Background: B cells play a critical role in knee osteoarthritis (KOA), however, the heterogeneity, activation mechanisms, and their contribution to cartilage damage in KOA joints are still not fully understood.
Methods: We performed single-cell RNA sequencing (scRNA-seq) on joint tissues from 9 healthy controls and 21 KOA patients, integrating transcriptomic profiling, pseudotime trajectory analysis, and ligand-receptor interaction mapping. Key findings were validated using immunohistochemistry, Western blotting, in vitro co-culture systems, and a murine KOA model induced by anterior cruciate ligament transection and destabilization of the medial meniscus (ACLT + DMM).
Results: scRNA-seq analysis identified 31 cell clusters, with B cells showing marked enrichment in subchondral bone and synovium of KOA joints, particularly in older and female patients. Re-clustering of B cells revealed eight distinct subgroups, including pathogenic DERL3+ and CD79B+ B cell, which exhibited tissue-specific localization and stage-specific expansion during KOA progression. Pseudotime and regulon analyses highlighted JUN as a key transcription factor driving DERL3 + B cell differentiation. Fibroblasts emerged as critical regulators of B cell activation via MIF-(CD74 + CXCR4/CD44) signaling. Mechanistically, IL-1β-stimulated fibroblasts secreted MIF, inducing DERL3 expression in naïve B cells and may contribute to chondrocyte catabolic responses (increased MMP13, decreased COL2). Pharmacological inhibition of MIF reversed these effects in vitro and awas associated with reduced joint degeneration and improved gait and bone microarchitecture in KOA mice.
Conclusion: This study unveils a fibroblast-B cell crosstalk axis mediated by MIF signaling in KOA pathogenesis. Targeting MIF signaling may represent a promising therapeutic strategy to mitigate B cell-associated joint inflammation and structural alterations in KOA.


◆ **What the task asks**:
Filter the listing below down to the lines with the word "axis" and copy those.

◆ **Records to use**:

+===+

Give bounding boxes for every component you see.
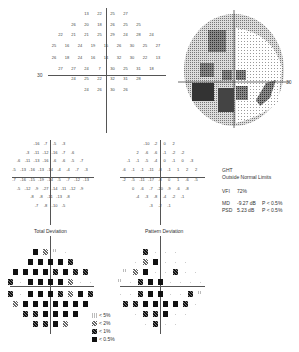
threshold-value: 24: [68, 77, 80, 81]
pattern-prob-symbol-black: [148, 279, 153, 285]
total-prob-symbol-black: [48, 279, 53, 285]
total-deviation-value: -13: [80, 178, 92, 182]
total-prob-symbol-black: [63, 269, 68, 275]
pattern-prob-symbol-black: [153, 259, 158, 265]
total-prob-symbol-dark: [43, 321, 48, 327]
total-prob-symbol-black: [83, 301, 88, 307]
threshold-value: 25: [94, 33, 106, 37]
grayscale-map: 30: [178, 8, 290, 128]
total-deviation-value: -9: [76, 187, 88, 191]
pattern-prob-symbol-none: [165, 272, 166, 273]
threshold-value: 24: [74, 44, 86, 48]
total-prob-symbol-black: [38, 279, 43, 285]
pattern-prob-symbol-none: [195, 304, 196, 305]
pattern-deviation-value: -1: [163, 204, 175, 208]
total-prob-symbol-med: [63, 321, 68, 327]
pattern-prob-symbol-dark: [188, 291, 193, 297]
total-prob-symbol-dark: [33, 311, 38, 317]
pattern-prob-symbol-dark: [138, 279, 143, 285]
threshold-value: 18: [146, 67, 158, 71]
pattern-prob-symbol-med: [133, 269, 138, 275]
pattern-prob-symbol-none: [165, 324, 166, 325]
pattern-prob-symbol-none: [185, 262, 186, 263]
legend-symbol-dark: [92, 329, 97, 334]
pattern-prob-symbol-none: [135, 314, 136, 315]
total-deviation-value: -3: [58, 142, 70, 146]
threshold-value: 25: [120, 23, 132, 27]
total-prob-symbol-dark: [88, 291, 93, 297]
tdp-vertical-axis: [50, 236, 51, 334]
total-prob-symbol-black: [58, 259, 63, 265]
threshold-value: 22: [55, 33, 67, 37]
pattern-prob-symbol-black: [153, 301, 158, 307]
total-prob-symbol-black: [48, 259, 53, 265]
threshold-map: 30 1322252726201826252522212125292428242…: [28, 0, 178, 135]
threshold-value: 20: [81, 23, 93, 27]
threshold-value: 15: [100, 44, 112, 48]
pattern-prob-symbol-dark: [153, 311, 158, 317]
pattern-prob-symbol-light: [123, 269, 127, 272]
pattern-prob-symbol-none: [180, 294, 181, 295]
legend-symbol-light: [92, 313, 97, 318]
threshold-value: 32: [113, 56, 125, 60]
threshold-value: 26: [107, 23, 119, 27]
total-prob-symbol-black: [28, 291, 33, 297]
pattern-prob-symbol-black: [163, 301, 168, 307]
total-prob-symbol-black: [73, 301, 78, 307]
threshold-value: 27: [68, 67, 80, 71]
threshold-value: 28: [133, 77, 145, 81]
md-label: MD: [222, 200, 230, 206]
threshold-value: 16: [61, 44, 73, 48]
total-prob-symbol-med: [68, 279, 73, 285]
threshold-value: 25: [48, 44, 60, 48]
total-deviation-value: -6: [67, 151, 79, 155]
threshold-value: 24: [146, 33, 158, 37]
total-prob-symbol-black: [53, 321, 58, 327]
pattern-prob-symbol-none: [170, 294, 171, 295]
total-prob-symbol-black: [33, 301, 38, 307]
total-deviation-value: -8: [62, 195, 74, 199]
grayscale-dark-patch: [218, 88, 234, 112]
total-prob-symbol-dark: [33, 321, 38, 327]
threshold-value: 27: [55, 67, 67, 71]
total-deviation-value: -5: [58, 204, 70, 208]
pattern-deviation-value: -1: [177, 195, 189, 199]
psd-label: PSD: [222, 207, 232, 213]
threshold-value: 21: [68, 33, 80, 37]
pattern-prob-symbol-none: [155, 272, 156, 273]
total-prob-symbol-black: [38, 291, 43, 297]
legend-item: < 0.5%: [92, 336, 115, 342]
psd-p-value: P < 0.5%: [262, 207, 282, 213]
pattern-prob-symbol-black: [158, 291, 163, 297]
pattern-prob-symbol-none: [135, 262, 136, 263]
total-prob-symbol-med: [13, 301, 18, 307]
threshold-value: 32: [107, 77, 119, 81]
threshold-value: 24: [81, 67, 93, 71]
pattern-deviation-value: -5: [190, 178, 202, 182]
threshold-value: 18: [61, 56, 73, 60]
pattern-deviation-numeric: -10-2022-6-6-1-2-2-1-1-5-40-10-3-6-1-1-1…: [105, 135, 205, 225]
threshold-value: 30: [107, 88, 119, 92]
total-prob-symbol-black: [63, 311, 68, 317]
threshold-value: 19: [87, 44, 99, 48]
threshold-value: 25: [81, 77, 93, 81]
pattern-prob-symbol-none: [175, 252, 176, 253]
pattern-prob-symbol-black: [173, 301, 178, 307]
pattern-prob-symbol-light: [118, 279, 122, 282]
pattern-prob-symbol-black: [163, 311, 168, 317]
threshold-horizontal-axis: [48, 75, 166, 76]
total-prob-symbol-dark: [83, 269, 88, 275]
threshold-value: 27: [120, 12, 132, 16]
threshold-value: 27: [152, 44, 164, 48]
total-prob-symbol-none: [20, 294, 21, 295]
total-prob-symbol-none: [20, 282, 21, 283]
threshold-value: 22: [94, 12, 106, 16]
threshold-value: 18: [94, 23, 106, 27]
total-prob-symbol-black: [43, 311, 48, 317]
total-prob-symbol-none: [80, 282, 81, 283]
threshold-value: 30: [107, 67, 119, 71]
pattern-prob-symbol-none: [145, 324, 146, 325]
threshold-value: 21: [81, 33, 93, 37]
grayscale-dark-patch: [200, 63, 214, 77]
pattern-prob-symbol-none: [185, 314, 186, 315]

+===+

◆ **Solution**:
tdp-vertical-axis: [50, 236, 51, 334]
threshold-horizontal-axis: [48, 75, 166, 76]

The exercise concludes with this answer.